● **What to do**: Give back exactly the lines of the data below, starting with the line that has "Image resolution: width=701" and going on through the line that has "The width and height of the screenshot is (1058, 595).".

━━━━━ Extracted data ━━━━━

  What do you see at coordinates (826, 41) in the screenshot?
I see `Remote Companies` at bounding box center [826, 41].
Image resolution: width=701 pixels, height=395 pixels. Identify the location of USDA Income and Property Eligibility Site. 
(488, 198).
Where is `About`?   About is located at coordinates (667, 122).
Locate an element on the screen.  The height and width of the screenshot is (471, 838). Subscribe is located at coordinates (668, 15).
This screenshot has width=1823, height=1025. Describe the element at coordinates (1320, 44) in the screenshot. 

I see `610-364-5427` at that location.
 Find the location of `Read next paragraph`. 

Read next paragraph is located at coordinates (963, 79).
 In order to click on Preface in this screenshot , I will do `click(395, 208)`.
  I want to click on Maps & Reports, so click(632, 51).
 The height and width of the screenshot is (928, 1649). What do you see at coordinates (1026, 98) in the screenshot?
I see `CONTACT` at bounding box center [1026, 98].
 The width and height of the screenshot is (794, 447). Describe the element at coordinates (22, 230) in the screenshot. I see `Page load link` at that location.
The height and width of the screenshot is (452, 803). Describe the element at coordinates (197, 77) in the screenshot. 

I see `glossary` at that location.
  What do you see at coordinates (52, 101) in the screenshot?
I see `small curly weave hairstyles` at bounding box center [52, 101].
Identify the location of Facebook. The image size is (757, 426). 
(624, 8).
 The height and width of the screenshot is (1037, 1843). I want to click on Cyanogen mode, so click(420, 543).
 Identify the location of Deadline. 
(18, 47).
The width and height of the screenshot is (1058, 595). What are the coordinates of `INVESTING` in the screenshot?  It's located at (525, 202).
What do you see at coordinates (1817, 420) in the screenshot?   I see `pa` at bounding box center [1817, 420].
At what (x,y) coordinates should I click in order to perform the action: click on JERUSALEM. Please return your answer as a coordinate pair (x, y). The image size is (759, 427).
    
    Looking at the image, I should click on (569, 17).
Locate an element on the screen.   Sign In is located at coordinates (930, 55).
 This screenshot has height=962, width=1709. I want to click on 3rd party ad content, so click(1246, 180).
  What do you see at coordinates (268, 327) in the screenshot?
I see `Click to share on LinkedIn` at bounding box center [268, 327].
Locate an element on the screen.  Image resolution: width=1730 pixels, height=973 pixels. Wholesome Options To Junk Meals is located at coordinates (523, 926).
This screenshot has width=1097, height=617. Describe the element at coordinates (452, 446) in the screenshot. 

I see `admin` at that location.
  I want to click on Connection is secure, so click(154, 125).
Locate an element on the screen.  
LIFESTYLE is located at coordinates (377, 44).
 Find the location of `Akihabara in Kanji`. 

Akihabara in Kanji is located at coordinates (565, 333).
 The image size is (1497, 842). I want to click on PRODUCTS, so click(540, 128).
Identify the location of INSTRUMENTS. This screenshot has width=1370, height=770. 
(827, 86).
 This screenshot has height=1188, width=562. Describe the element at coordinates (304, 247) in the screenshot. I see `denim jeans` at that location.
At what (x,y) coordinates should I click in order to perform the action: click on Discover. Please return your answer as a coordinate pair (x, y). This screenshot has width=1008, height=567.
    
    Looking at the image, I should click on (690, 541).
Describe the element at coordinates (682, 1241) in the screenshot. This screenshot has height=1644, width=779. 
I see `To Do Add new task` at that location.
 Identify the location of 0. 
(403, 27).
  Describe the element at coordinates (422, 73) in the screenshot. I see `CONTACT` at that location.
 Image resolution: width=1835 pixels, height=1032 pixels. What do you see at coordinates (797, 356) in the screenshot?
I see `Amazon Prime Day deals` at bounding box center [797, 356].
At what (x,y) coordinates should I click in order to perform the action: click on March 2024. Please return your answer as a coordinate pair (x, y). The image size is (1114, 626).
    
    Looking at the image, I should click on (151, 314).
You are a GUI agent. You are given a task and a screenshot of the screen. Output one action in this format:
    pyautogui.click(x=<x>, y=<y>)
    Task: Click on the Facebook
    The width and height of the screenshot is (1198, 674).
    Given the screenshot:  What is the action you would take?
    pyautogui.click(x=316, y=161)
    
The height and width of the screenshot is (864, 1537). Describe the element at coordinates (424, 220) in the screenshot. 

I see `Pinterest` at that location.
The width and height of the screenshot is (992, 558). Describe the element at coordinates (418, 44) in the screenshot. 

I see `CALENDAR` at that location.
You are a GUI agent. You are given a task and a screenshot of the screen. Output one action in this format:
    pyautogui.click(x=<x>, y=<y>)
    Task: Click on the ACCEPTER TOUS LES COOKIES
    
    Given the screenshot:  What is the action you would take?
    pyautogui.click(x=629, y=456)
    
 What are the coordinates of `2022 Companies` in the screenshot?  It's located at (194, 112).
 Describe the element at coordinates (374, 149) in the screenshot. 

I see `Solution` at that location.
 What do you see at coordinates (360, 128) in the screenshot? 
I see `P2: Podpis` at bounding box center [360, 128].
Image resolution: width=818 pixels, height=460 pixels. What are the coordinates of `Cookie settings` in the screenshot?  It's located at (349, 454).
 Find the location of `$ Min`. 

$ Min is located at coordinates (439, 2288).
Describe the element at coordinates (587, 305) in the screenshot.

━━━━━

● **Response to this exercise**:
Image resolution: width=701 pixels, height=395 pixels. Identify the location of USDA Income and Property Eligibility Site. 
(488, 198).
Where is `About`?   About is located at coordinates (667, 122).
Locate an element on the screen.  The height and width of the screenshot is (471, 838). Subscribe is located at coordinates (668, 15).
This screenshot has width=1823, height=1025. Describe the element at coordinates (1320, 44) in the screenshot. 

I see `610-364-5427` at that location.
 Find the location of `Read next paragraph`. 

Read next paragraph is located at coordinates (963, 79).
 In order to click on Preface in this screenshot , I will do `click(395, 208)`.
  I want to click on Maps & Reports, so click(632, 51).
 The height and width of the screenshot is (928, 1649). What do you see at coordinates (1026, 98) in the screenshot?
I see `CONTACT` at bounding box center [1026, 98].
 The width and height of the screenshot is (794, 447). Describe the element at coordinates (22, 230) in the screenshot. I see `Page load link` at that location.
The height and width of the screenshot is (452, 803). Describe the element at coordinates (197, 77) in the screenshot. 

I see `glossary` at that location.
  What do you see at coordinates (52, 101) in the screenshot?
I see `small curly weave hairstyles` at bounding box center [52, 101].
Identify the location of Facebook. The image size is (757, 426). 
(624, 8).
 The height and width of the screenshot is (1037, 1843). I want to click on Cyanogen mode, so click(420, 543).
 Identify the location of Deadline. 
(18, 47).
The width and height of the screenshot is (1058, 595). What are the coordinates of `INVESTING` in the screenshot?  It's located at (525, 202).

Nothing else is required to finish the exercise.